> [The problem]:
The required result is an exact copy of every line from the one with "Identify the location" through the last line below, with the pictures left out.
[Supplied data]
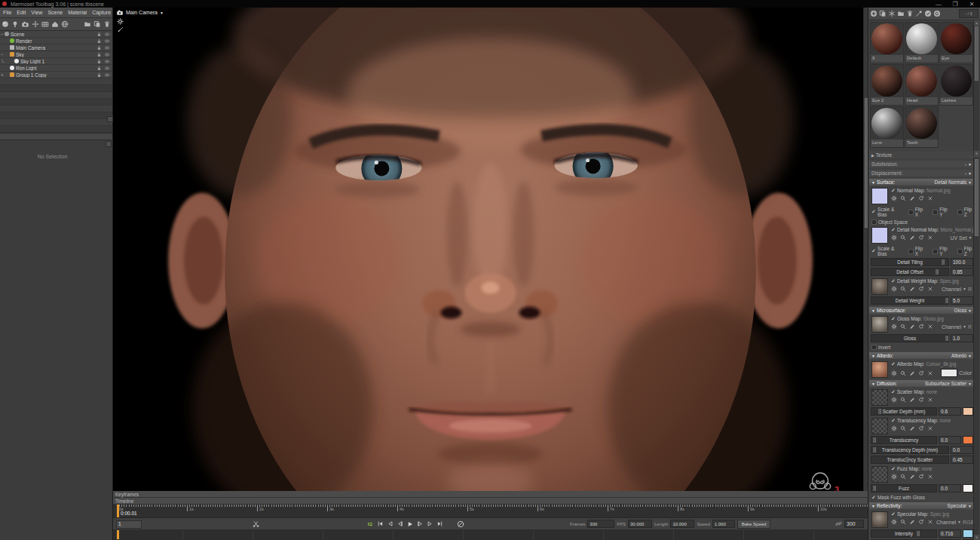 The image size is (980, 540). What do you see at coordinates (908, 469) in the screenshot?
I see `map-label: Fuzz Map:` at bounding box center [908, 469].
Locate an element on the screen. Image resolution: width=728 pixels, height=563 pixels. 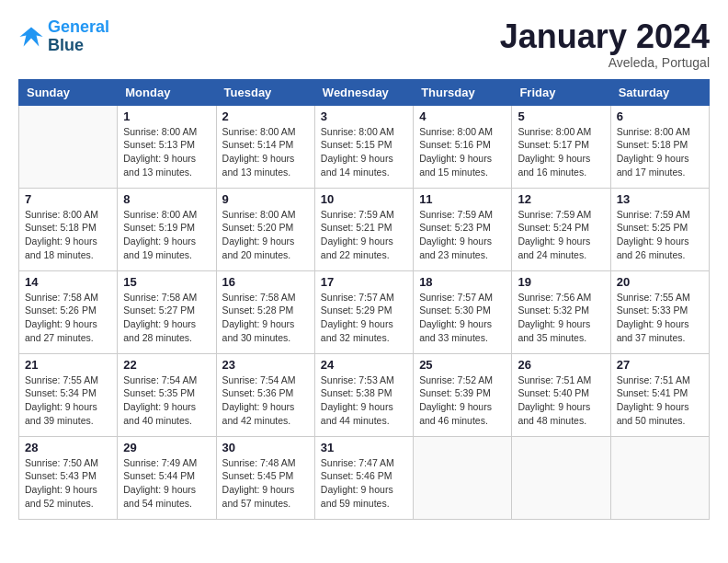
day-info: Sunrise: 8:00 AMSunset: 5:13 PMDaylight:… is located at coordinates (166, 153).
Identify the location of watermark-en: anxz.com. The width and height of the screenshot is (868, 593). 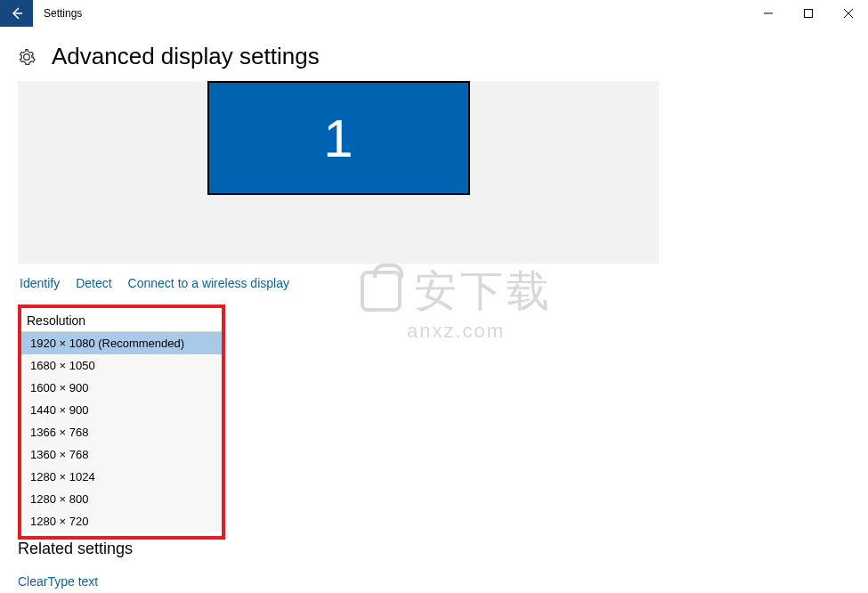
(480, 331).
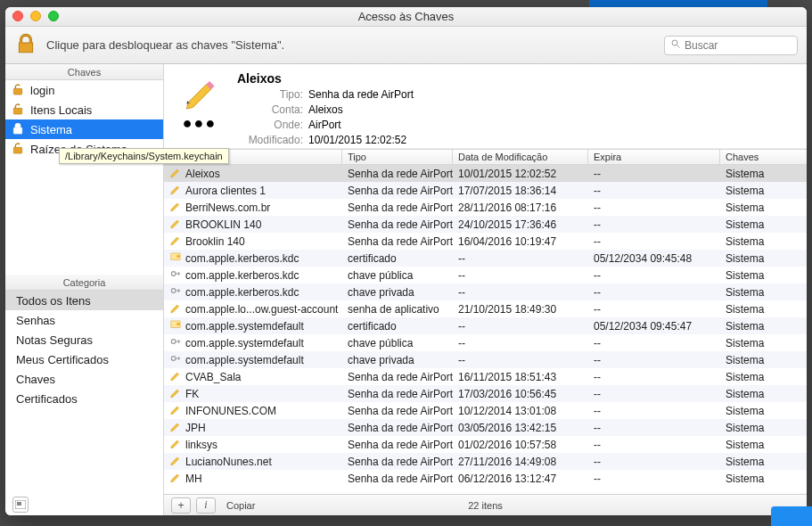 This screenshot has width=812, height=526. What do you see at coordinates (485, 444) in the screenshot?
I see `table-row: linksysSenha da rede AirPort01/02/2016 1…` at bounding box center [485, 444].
[/Supplied data]
> [Solution for this problem]:
Identify the location of watermark-en: anxz.com. The width and height of the screenshot is (868, 593). 
(480, 331).
 This screenshot has width=812, height=526. What do you see at coordinates (485, 444) in the screenshot?
I see `table-row: linksysSenha da rede AirPort01/02/2016 1…` at bounding box center [485, 444].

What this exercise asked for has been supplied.